Not really; they will try to automatically download dependencies, but they don’t provide the application with resolution to the correct dependency. So upgrading libssl for one dependency could still break another.
he/him. https://lib.lgbt
Not really; they will try to automatically download dependencies, but they don’t provide the application with resolution to the correct dependency. So upgrading libssl for one dependency could still break another.
It benefits the end-user.
People do not want to be in dependency resolution hell; where they have three programs that all use different versions of libssl and require them to install all of them properly and point each application to the correct one. Most users have no ability to resolve problems like that. By not bundling, the application developer is forcing them to either try anyway or just not install their software.
Bundling dependencies with Flatpak or Snap helps the end user at the cost of only a few extra megabytes of space, which most users have in abundance anyway.
Is it actually truly the year of the Linux desktop?
This is overall very true but the transition even for Apple was anything but smooth. There was a long period of time during which app support for ARM was pretty hit or miss. Happily that period is just about over and now everything is built for all archs.
So they can inject their versions with malware.
I switched to Windows for gaming this year. With advances in Wine/Proton it was super easy; there’s nothing I play that isn’t perfectly convertible to Linux anymore.
Even using an Nvidia card in my desktop seems fine.
I didn’t find it more unstable or bleeding edge than anything else. All upgrades had to be tested and scripted anyway so the process for upgrading stuff was basically the same as any other distro. I honestly never ran into any of the problems people talked about here.
As for why it was chosen, the person in charge liked it and used it personally.

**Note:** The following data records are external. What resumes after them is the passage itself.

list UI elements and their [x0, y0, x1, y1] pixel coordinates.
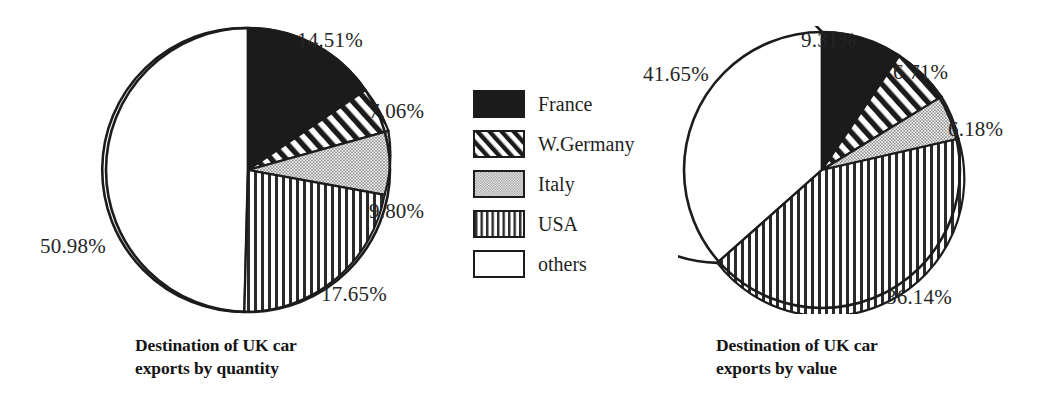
pie-label-others-quantity: 50.98%	[40, 234, 106, 259]
pie-label-others-value: 41.65%	[643, 62, 709, 87]
legend: France W.Germany Italy	[473, 84, 634, 284]
pie-chart-quantity-svg	[100, 22, 396, 318]
legend-label-others: others	[538, 253, 587, 276]
pie-label-usa-value: 36.14%	[886, 285, 952, 310]
legend-swatch-empty-icon	[473, 250, 525, 278]
legend-item-italy[interactable]: Italy	[473, 164, 634, 204]
pie-chart-quantity	[100, 22, 396, 318]
legend-item-usa[interactable]: USA	[473, 204, 634, 244]
legend-label-wgermany: W.Germany	[538, 133, 634, 156]
pie-label-france-quantity: 14.51%	[297, 28, 363, 53]
legend-swatch-vertical-icon	[473, 210, 525, 238]
caption-value: Destination of UK car exports by value	[716, 334, 878, 380]
legend-swatch-solid-icon	[473, 90, 525, 118]
pie-slice-others	[102, 28, 248, 312]
pie-label-usa-quantity: 17.65%	[321, 282, 387, 307]
legend-item-france[interactable]: France	[473, 84, 634, 124]
legend-label-usa: USA	[538, 213, 578, 236]
caption-quantity: Destination of UK car exports by quantit…	[135, 334, 297, 380]
pie-label-wgermany-quantity: 7.06%	[369, 99, 424, 124]
legend-item-others[interactable]: others	[473, 244, 634, 284]
legend-item-wgermany[interactable]: W.Germany	[473, 124, 634, 164]
pie-label-italy-quantity: 9.80%	[369, 199, 424, 224]
pie-label-italy-value: 6.18%	[948, 117, 1003, 142]
legend-label-italy: Italy	[538, 173, 575, 196]
pie-label-france-value: 9.31%	[801, 28, 856, 53]
pie-chart-figure: 14.51% 7.06% 9.80% 17.65% 50.98% Destina…	[0, 0, 1043, 403]
legend-label-france: France	[538, 93, 592, 116]
legend-swatch-stipple-icon	[473, 170, 525, 198]
legend-swatch-diagonal-icon	[473, 130, 525, 158]
pie-label-wgermany-value: 6.71%	[893, 60, 948, 85]
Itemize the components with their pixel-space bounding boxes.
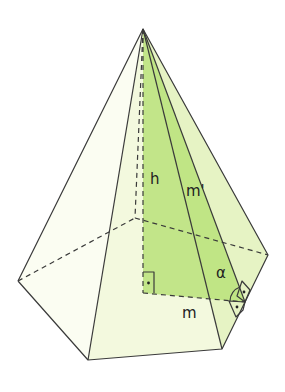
- right-angle-dot-foot-1: [243, 291, 246, 294]
- pyramid-diagram: h m' m α: [0, 0, 285, 392]
- label-slant-height: m': [186, 182, 205, 200]
- label-angle-alpha: α: [216, 264, 226, 282]
- label-height: h: [150, 170, 160, 188]
- label-apothem: m: [182, 304, 197, 322]
- right-angle-dot-center: [147, 282, 150, 285]
- right-angle-dot-foot-2: [236, 306, 239, 309]
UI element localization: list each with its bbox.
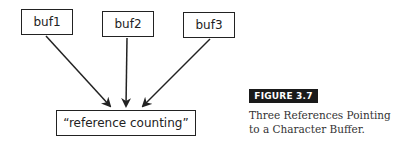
node-buf3-label: buf3	[195, 18, 222, 32]
caption-line-1: Three References Pointing	[249, 108, 409, 122]
node-buf2-label: buf2	[114, 17, 141, 31]
node-buf2: buf2	[102, 11, 154, 37]
arrow-buf3-to-target	[143, 39, 210, 106]
node-target-label: “reference counting”	[63, 116, 188, 130]
arrow-buf1-to-target	[46, 36, 110, 106]
node-buf1: buf1	[21, 9, 73, 35]
arrow-buf2-to-target	[126, 38, 127, 106]
figure-label: FIGURE 3.7	[249, 89, 318, 103]
figure-caption: Three References Pointing to a Character…	[249, 108, 409, 136]
node-buf1-label: buf1	[33, 15, 60, 29]
node-target: “reference counting”	[56, 110, 196, 136]
caption-line-2: to a Character Buffer.	[249, 122, 409, 136]
node-buf3: buf3	[183, 12, 235, 38]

I’m a devops professional, not IT. I’ve managed thousands of servers both in-cloud and in-datacenter. That includes Arch servers managed via Chef.
Now you’ve heard about it.
You’re probably looking for Linux From Scratch. Just so you know, it is quite a commitment. But if that’s your bag it’s also a lot of fun.
There’s nothing inherently superior, just what people like more. If you want to use Mint that’s totally fine and valid.
I never ran into this so I don’t really know what you’re talking about
Ubuntu, RedHat, AWS Linux, Arch. Honestly distros in production are pretty similar since they’re all headless and pretty pared-down. If you just know the logistics of a few package managers and init systems you’ll be good.
You’ve basically identified the advantages and disadvantages of Nix properly.
When you learn Nix and how it works, it is incredibly powerful. Being able to version your entire OS with one configuration is incredible. Old software that messes things up just doesn’t exist. It’s easy to explore new software, configurations, and upgrades and roll back to your old state seamlessly. No more “well I deleted an environment variable and now my performance is 50% worse and I don’t even remember what that environment variable was named or where it should live.” With Nix, you can switch from i3 to Hyprland, try it out for a day, and then switch back to your old configuration seamlessly and easily.
The disadvantages are that you need to know Nix (the programming language and configuration file syntax) to do it, and they are complicated. Worth it in my opinion but it’s not easy.
Every other distro is basically different from Nix because of this, as you will be configuring them manually to a greater or lesser extent. I find that manual configuration to be annoying and I always had to create tools to help version my configs properly before Nix. But it is certainly easier to do since you just have to understand the software you’re installing and how to configure it. In Nix, you have to understand both that, and Nix.
I think it’s totally worth it. But only you can make that call for you.
I switched because of Bejeweled ads in the Start menu, honestly.
Derivations are kinda complicated but you can definitely get them if you try! There’s nothing super magical about them. As opposed to the rest of Nix which can feel extremely and unfortunately magical…
I do infrastructure stuff professionally and wanted to not manage that at home so just went for a Synology.
Just depends on how DIY you wanna go. I’ve had my Synology for years and it’s needed zero ongoing maintenance and has never had any problems so I’m pretty satisfied with it.
Most derivations are pretty flexible; the ones that aren’t, however, will require you to write your own overlay to fix them. Or just fork them entirely. This is one of the advantages in Nix in that you can create reproducibility at any granularity. Writing and using your own derivation is complex though. Most packages provide more than enough knobs to change their configuration on their own in my experience though — my current Nix build uses no derivations I had to write myself.
Home Manager and Nix itself are versioned so I don’t understand your complaint about config changing. If you’re happy with how your system works just don’t update it to a newer version. If you do, as in any other software, you risk breakage. The advantage of Nix in this scenario obviously is that rolling back in the case of an upgrade going wrong is incredibly trivial.
I run Nix, Wayland, and Hyprland on Nvidia and it works totally fine for gaming.
It’s basically alt-right spam. Lots of Breitbart links, right-wing culture war mouthpieces and memes, etc.
I’ve run into this in Debian. Not sure what to tell you – the base repo does not have an explicit contract that everything in it uses the same version of all available software.